Monthly Archives: June 2026

How to: In-Class Book Club

I have run a perfect Book Club in my Human Ecology course for 2 years. Unlike a traditional journal club, students read different things and are responsible for teaching these things to a small group of peers. In this “how to” post, you may feel uncomfortable at the amount of time dedicated to this style of learning – which explicitly decentralizes the teacher as expert and places that responsibility with students. As the instructor, your job throughout this activity will be to float between conversations and keep track of time. It requires very little pre-class prep on your part (bonus!). I’ll start at the end with an anonymous student reflection:

“Made learning fun, interesting and engaging while not putting pressure on explicitly getting high marks. I think I learned more in this course then any other I’ve taken. I cannot stress enough how amazing this class was. I came to campus for this class, it was fantastic.”

OK, let’s go:

Step 1: Choose a book. Because my course is for non-biology students, I have chosen books that are written by scientists but for a general audience. Two years ago, the theme for the course was “COVID, a 5 year memoir” and we read A Primate’s Memoir, by Robert Sapolsky. This year the theme was “Sex and Gender” and we read Evolution’s Rainbow, by Joan Roughgarden. Controversial books are OK – the point is to pick something engaging that aligns with your course material. I spend a decent amount of time introducing both the book and the author. Unlike multiple authored papers in journals, both of these books are written by single authors without standard academic references. As budding academics, I expect students to be skeptical of source information. Who are these people? Why would I believe what Joan Roughgarden has to say about sex and gender? Although a biologist, Sapolsky is the first to admit his shortcomings as a neurobiologist living amongst and documenting baboon ecology. Why should we believe him? Creating context for both the book and the author are important for setting the stage.  Following this, I introduce a set of ongoing questions/prompts that students reflect on during their reading. (I have students upload reflections to Canvas just as an archive to help with course projects. This is not essential.)

Sample questions:

  • 1) Be prepared to explain the broad theme of your chapter in 2-3 minutes. What were the main points? What was most interesting to you? What was the big takeaway?
  • 2) Select one specific example to share with your team that illustrates the theme(s) of the chapter. This should take 1-2 minutes
  • 3) Be ready to lead an informal discussion in your team about how the information in points 1 and 2 inform, support, or disrupt our North American (or other) cultural understanding of sex and gender in humans. (about 5 minutes)

Step 2: Fixed groups. Students assemble into small groups of 3-4 that will work as teams throughout the term. In these fixed groups, each student is responsible for reading a different thing each week. For example, in preparation for the first Book Club, I will write the titles and lengths* of Ch. 1-4 on the board. Students in each fixed group will divide these up so that each student is reading something unique to that group.

* I find writing page numbers for each chapter helpful. Chapters vary wildly in length – especially for Joan Roughgarden’s book. Students appreciate being able to choose a shorter chapter on their busier weeks.

Step 3: Expert groups. (This activity will run like a Jig-Saw from here). When students come to class for Book Club day, they assemble into expert groups first. These are all the students in the class that read the same chapter. For example, I typically have 6 groups of 4 students, so that means 6 people read Ch. 1. (These 6 are the “Chapter 1 experts” and hold their own meeting at the start of class in a corner of the room.) I originally thought this would be a 15 minute activity, but students asked for longer here and we ended up with 30 minutes. I do think it’s important to not rush  – this is where the core learning is taking place. During this time, experts discuss the assigned questions but get purposefully sidetracked with related interesting side-quests. For example, they will frequently want to check primary literature against a book author’s claim. (This is fine with me – this is also core to the learning process). I float around during this time and enthusiastically listen to their discussions.

Step 4: Teaching Fixed Groups. Following expert group debriefs, students reassemble into their fixed groups. Each student is given 5-10 min to explain their chapter to the rest of the group. Keep in mind that the other students in the fixed group have not read the chapter, so there are lots of questions and discussions. Students can use the preassigned questions as a start.

Step 5: Big Class Roundup. I try to save 10 minutes at the end of class for a debrief. My intent here is to develop global short themes for each chapter and discuss together how each chapter informs us on the course topic. (Full disclosure: We almost never have time for this, and it’s fine.)

My course runs twice a week for 90 minutes. I run Book Club roughly once every 2 weeks and it takes a whole class session. I will be the first to admit that this is a big cut to traditionally programmed teacher-delivered content, but the student engagement is phenomenal and well worth it. If you try a course Book Club, I’d love to hear how it goes!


*REQUIRED WORK*
Read through the entries below and return each line with the word "Islanders".
*** Block opens ***
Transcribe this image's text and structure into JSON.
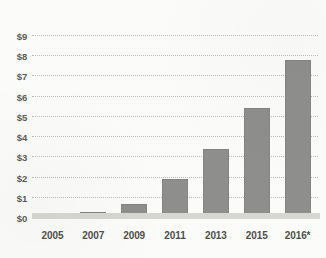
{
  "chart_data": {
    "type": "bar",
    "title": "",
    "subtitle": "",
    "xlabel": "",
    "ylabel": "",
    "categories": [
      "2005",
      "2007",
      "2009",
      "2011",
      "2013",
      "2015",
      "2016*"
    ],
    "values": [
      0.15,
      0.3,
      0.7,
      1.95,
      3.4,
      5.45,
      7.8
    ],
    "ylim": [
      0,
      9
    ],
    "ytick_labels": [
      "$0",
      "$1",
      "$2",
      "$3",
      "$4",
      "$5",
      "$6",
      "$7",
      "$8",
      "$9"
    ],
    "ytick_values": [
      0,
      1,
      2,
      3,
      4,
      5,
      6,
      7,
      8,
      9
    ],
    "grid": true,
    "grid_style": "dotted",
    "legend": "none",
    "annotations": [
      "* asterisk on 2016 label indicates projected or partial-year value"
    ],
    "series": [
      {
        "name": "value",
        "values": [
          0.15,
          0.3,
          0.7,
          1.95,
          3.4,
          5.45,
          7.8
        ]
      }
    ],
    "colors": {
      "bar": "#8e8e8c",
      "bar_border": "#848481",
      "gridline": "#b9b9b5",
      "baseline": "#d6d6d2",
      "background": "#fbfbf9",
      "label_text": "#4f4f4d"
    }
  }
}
*** Block closes ***
*** Block opens ***
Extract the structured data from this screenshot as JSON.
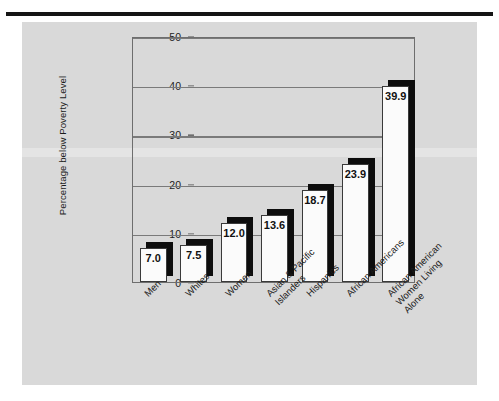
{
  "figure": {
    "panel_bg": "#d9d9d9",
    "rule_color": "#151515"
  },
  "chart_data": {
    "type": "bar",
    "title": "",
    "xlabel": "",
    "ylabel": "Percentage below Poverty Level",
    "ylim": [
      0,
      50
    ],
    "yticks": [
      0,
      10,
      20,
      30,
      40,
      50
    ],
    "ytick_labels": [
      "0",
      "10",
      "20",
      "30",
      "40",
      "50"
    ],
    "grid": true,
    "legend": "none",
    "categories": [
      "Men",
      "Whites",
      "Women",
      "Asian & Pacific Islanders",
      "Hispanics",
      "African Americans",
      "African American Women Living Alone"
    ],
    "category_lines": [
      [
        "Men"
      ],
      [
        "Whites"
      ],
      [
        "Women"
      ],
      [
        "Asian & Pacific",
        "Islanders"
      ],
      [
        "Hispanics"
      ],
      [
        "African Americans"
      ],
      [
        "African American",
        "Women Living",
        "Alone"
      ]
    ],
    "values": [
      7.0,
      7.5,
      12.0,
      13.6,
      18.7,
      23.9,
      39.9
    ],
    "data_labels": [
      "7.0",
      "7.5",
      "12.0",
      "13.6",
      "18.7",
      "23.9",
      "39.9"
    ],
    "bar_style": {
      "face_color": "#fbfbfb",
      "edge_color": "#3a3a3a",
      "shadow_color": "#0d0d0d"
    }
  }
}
*** Block closes ***
*ANSWER SPACE*
      "Asian & Pacific Islanders",
        "Islanders"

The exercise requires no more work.